The local represents 55 workers in the Daily Record's newsroom. Their last contract expired Sept. 30, at which point the company had already hired the notorious union-busting law firm King & Ballow.

Lebo said union negotiators have barely addressed core issues of wages and benefits as the company has tied them up with demands for harsh management rights provisions, subcontracting and work hour issues that would avoid overtime and give employees no say over their schedules. The demands are so extreme that Lebo said a reporter could wind up working 15 hours one day and be told to come in for one hour the next.

IN BRIEF:

  • CWA President Larry Cohen joined striking members of the UAW-Graduate Student Organizing Committee/UAW Local 2110 and hundreds of union, faculty and community supporters at a Jan. 26 rally at New York University.

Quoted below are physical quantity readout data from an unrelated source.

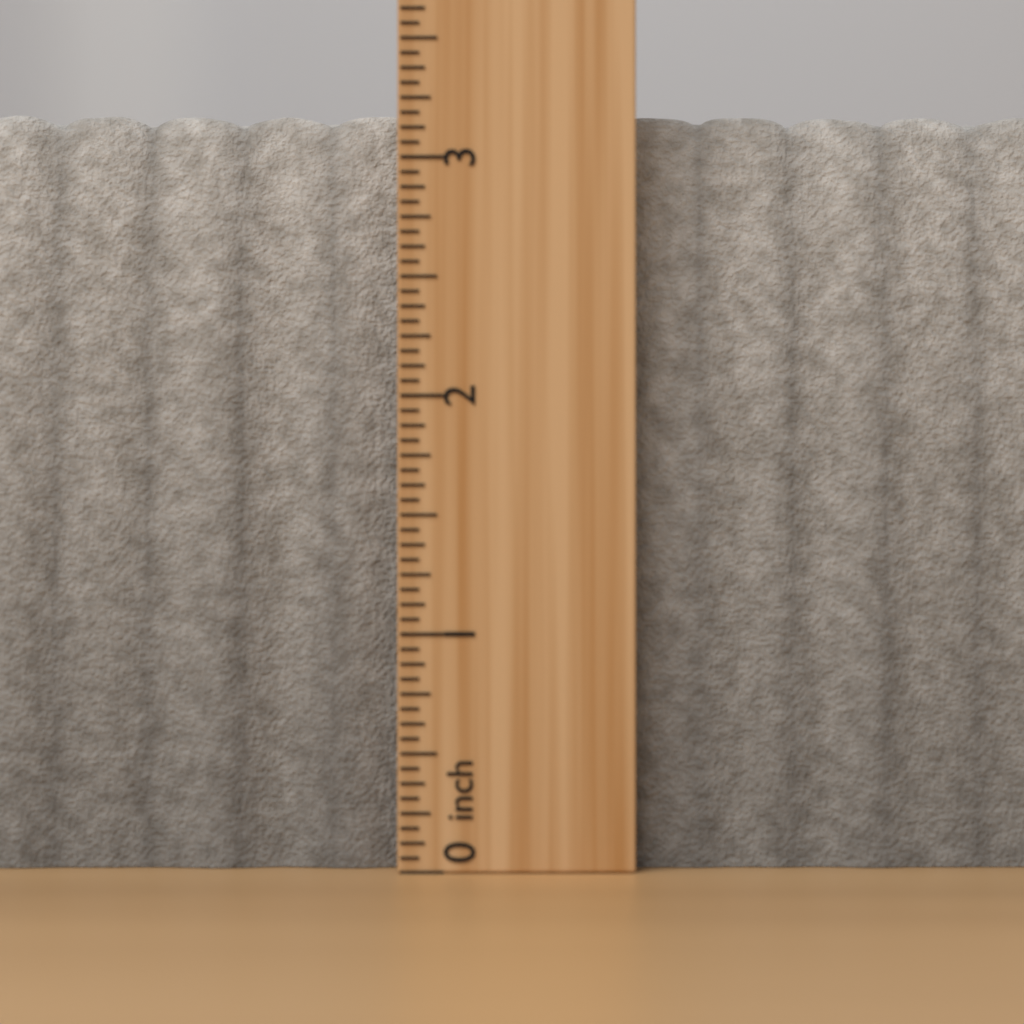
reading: 3.2500 inch
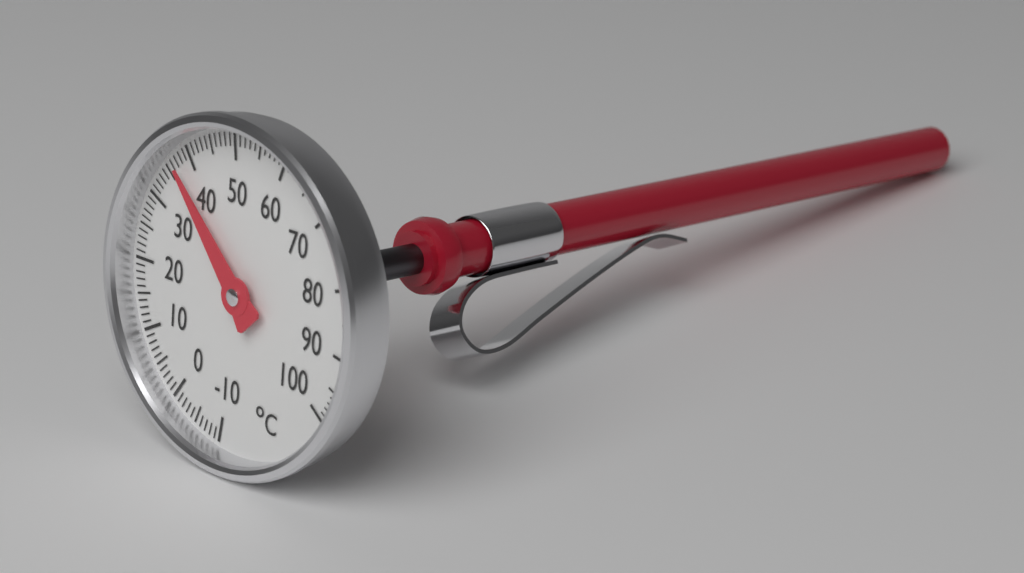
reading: 37 °C
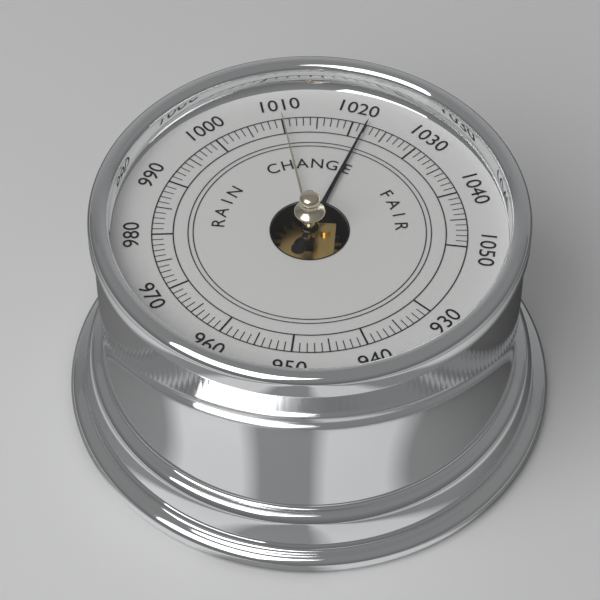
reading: 1022 (no unit)
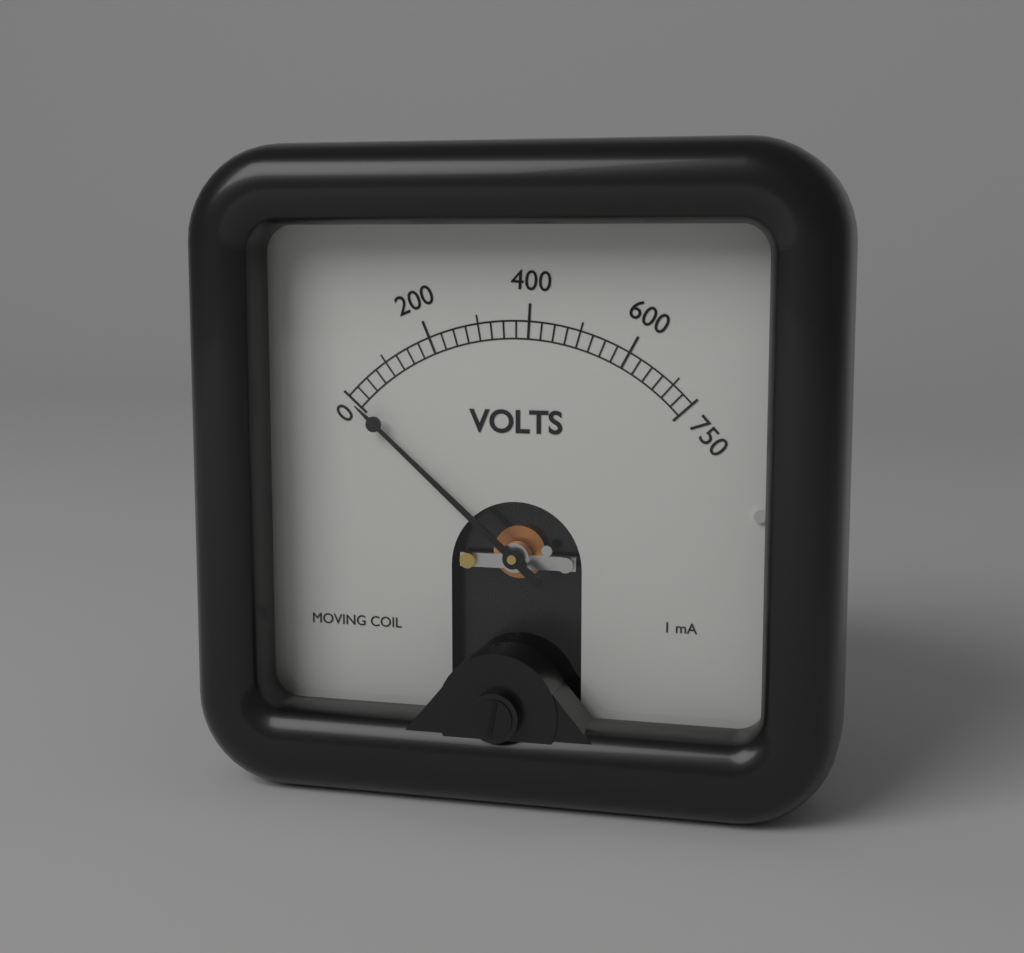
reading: 0 V
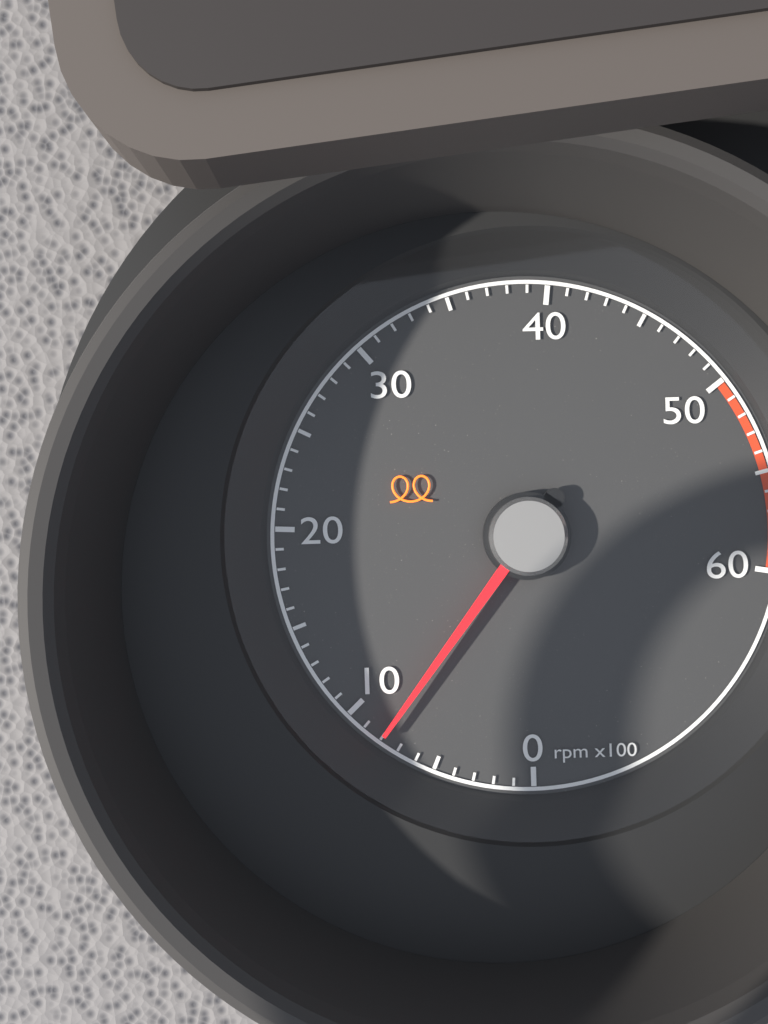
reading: 800 rpm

    The strike by graduate teaching and research assistants is moving into its second semester. The plan "is to stay out on strike as long as it takes to bring NYU to the bargaining table," said Michael Palm, NYU unit chair.

    Some 1,000 graduate student employees walked off the job Nov. 9 to protest NYU's refusal to bargaining a second contract. In August, the school announced it would no longer recognize the union, citing an NLRB decision that abolished labor law protections for graduate student employees. Nothing in that ruling prohibits NYU and other universities from voluntarily recognizing the union.

    More information is available at www.2110uaw.org/gsoc/.

     
  • As part of their "Leave All Blades Behind" campaign, hundreds of flight attendants represented by AFA-CWA will rally and hand out leaflets on Monday, Jan. 30, at airports across the country.

    Flight attendants are concerned about recent changes in Transportation Security Administration policies that now allow passengers to carry small but sharp items, including knives, aboard aircraft.

    "AFA members are overwhelmingly opposed to this change," AFA-CWA President Patricia Friend said. "Let's not forget, terrorists hijacked planes on 9-11 using household items like those that TSA has chosen to allow back onboard."

    Friend said the activities Monday will put further pressure on the TSA, which so far has ignored the union and its supporters in Congress. Friend has testified before Congressional committees and said members of both parties have approached the TSA as a result, but the agency has refused to budge.

     
  • A record number of journalists and media workers were killed in the line of duty in 2005, leading The International Federation of Journalists to call for international action to counter what has largely been impunity for the killers.

    "It is critical that the U.S. government and the world community act to bring the killers of all journalists and media workers to justice," said TNG-CWA President Linda Foley, an IFJ vice president. "The ability of reporters to fully tell their stories is what guarantees freedom of the press for all of us."

    In "Targeting and Tragedy — Journalists and Media Casualties in the Field of Journalism and Newsgathering," the IFJ documented a record toll of 150 killings. Of the dead, 89 were killed in the line of duty, many of them assassinated by killers working for political gangs or criminals. Another 61 were killed on assignment by some kind of disaster, 48 at one time by a plane crash in Tehran.

    The federation is seeking action by the United Nations Security Council and has called on the Secretary General of the United Nations to press governments to act on the report's grim findings. "Impunity in the killing of journalists remains the intolerable scandal of our times that can no longer be ignored by the international community," IFJ General Secretary Aidan White said.